Antonio rushed to help his mother, but Melina now was screaming in fear, fear of her son, of her daughter, of the things around her. And Ada screamed louder in return, saying, “I’ll show you who I’m going to marry, and soon, because if Lina doesn’t get out of the way by herself, I’ll get her out, and off the face of the earth.”

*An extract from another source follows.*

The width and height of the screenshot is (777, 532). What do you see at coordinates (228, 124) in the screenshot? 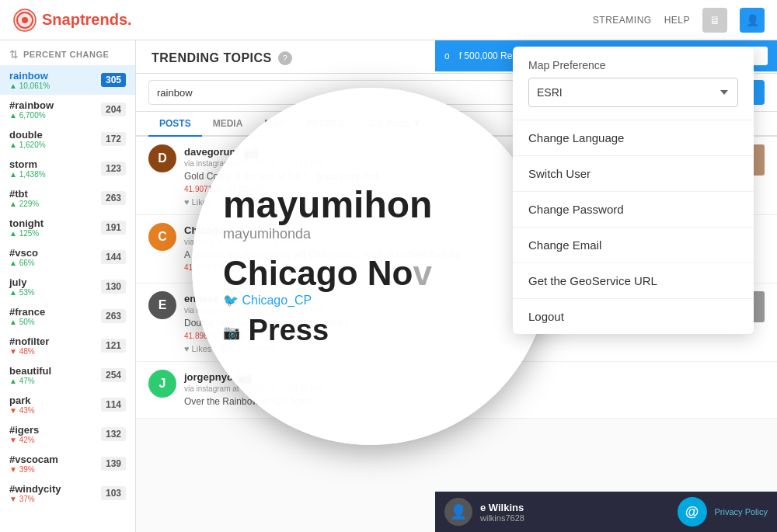
I see `tab-media: MEDIA` at bounding box center [228, 124].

Antonio left the house, slamming the door. More desperate than usual, in the following days he tried to escape from that new tragedy in his life, he made an effort to be deaf and dumb, he avoided going past the old grocery, and if by chance he ran into Stefano Carracci he looked in another direction before the wish to beat him up overpowered him. His mind was troubled, he couldn’t understand what was right and what wasn’t. Had it been right not to hand Lila over to Michele? Had it been right to tell Enzo to take her home? If Lila hadn’t returned to her husband, would his sister’s situation be different? Everything happens by chance, he reasoned, without good and without ill. But at that point his brain got stuck and on the first occasion, as if to free himself from bad dreams, he went back to quarreling with Ada. He shouted at her, “He is a married man, bitch: he has a small child, you are worse than our mother, you don’t have any sense of things.” Ada then went to Gigliola, confided to her: “My brother is crazy, my brother wants to kill me.”

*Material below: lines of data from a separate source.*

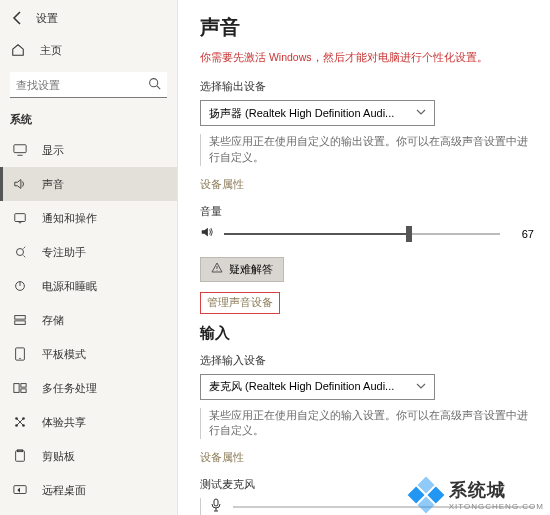 The image size is (550, 515). What do you see at coordinates (318, 387) in the screenshot?
I see `input-device-select: 麦克风 (Realtek High Definition Audi...` at bounding box center [318, 387].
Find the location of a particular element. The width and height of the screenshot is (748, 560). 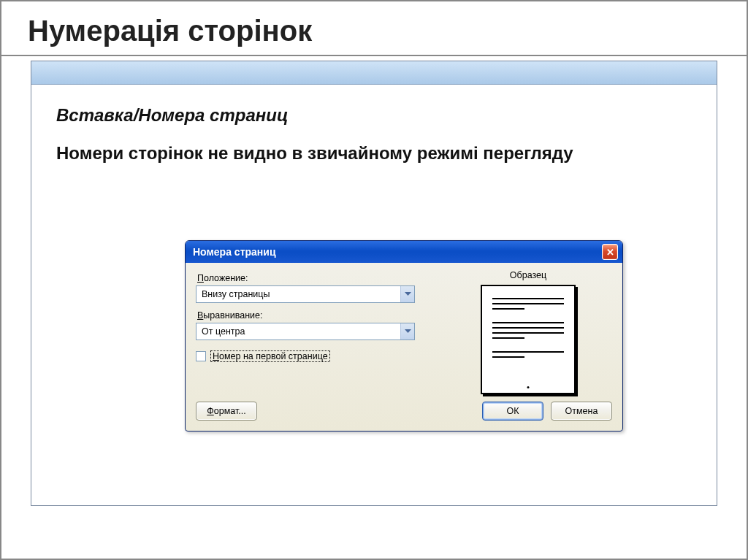

format-button: Формат... is located at coordinates (226, 411).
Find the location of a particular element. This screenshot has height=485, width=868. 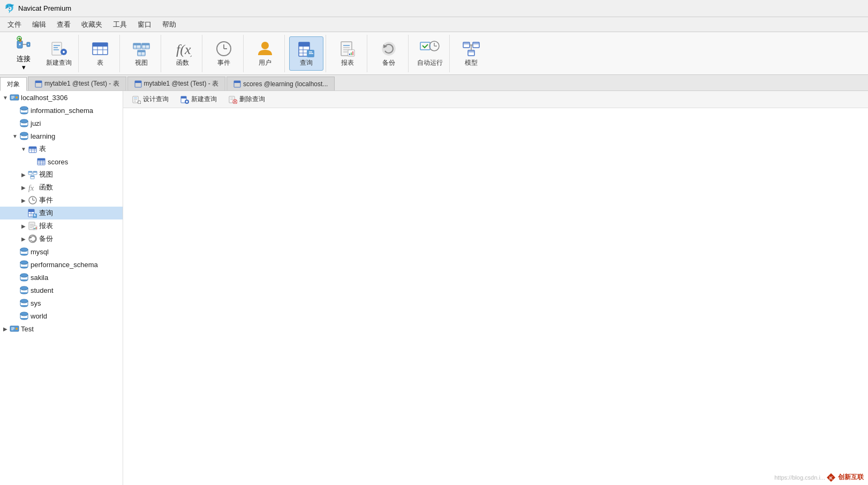

test-label: Test is located at coordinates (27, 329).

So it was that one afternoon Michele called Antonio and sent him to do a long-term job in Germany. He didn’t object, in fact he obeyed willingly, he left without saying goodbye to his sister or even to Melina. He took it for granted that in a foreign country, among people who spoke like the Nazis at the church cinema, he would be stabbed, or shot, and he was content. He considered it more tolerable to be murdered than to continue to observe the suffering of his mother and Ada without being able to do anything.

The only person he wanted to see before setting off on the train was Enzo. He found him busy: at the time he was trying to sell everything, the mule, the cart, his mother’s little shop, a garden near the railroad. He wanted to give part of the proceeds to a maiden aunt who had offered to take care of his siblings.

“And you?” Antonio asked.

“I’m looking for a job.”

“You want to change your life?”

“Yes.”

“It’s a good thing.”

“It’s a necessity.”

“I, on the other hand, am what I am.”

“Nonsense.”

“It’s true, but it’s all right. Now I have to leave and I don’t know when I’ll be back. Every so often, please, could you cast an eye on my mother, my sister, and the children?”

“If I stay in the neighborhood, yes.”

“We were wrong, Enzù, we shouldn’t have taken Lina home.”

“Maybe.”

“It’s all a mess, you never know what to do.”

“Yes.”

“Bye.”

“Bye.”

They didn’t even shake hands. Antonio went to Piazza Garibaldi and got the train. He had a long, difficult journey, night and day, with many angry voices running through his veins. He felt extremely tired after just a few hours, his feet were tingling; he hadn’t traveled since he returned from military service. Every so often he got out to get a drink of water from a fountain, but he was afraid the train would leave. Later he told me that at the station in Florence he felt so depressed that he thought: I’ll stop here and go to Lenuccia.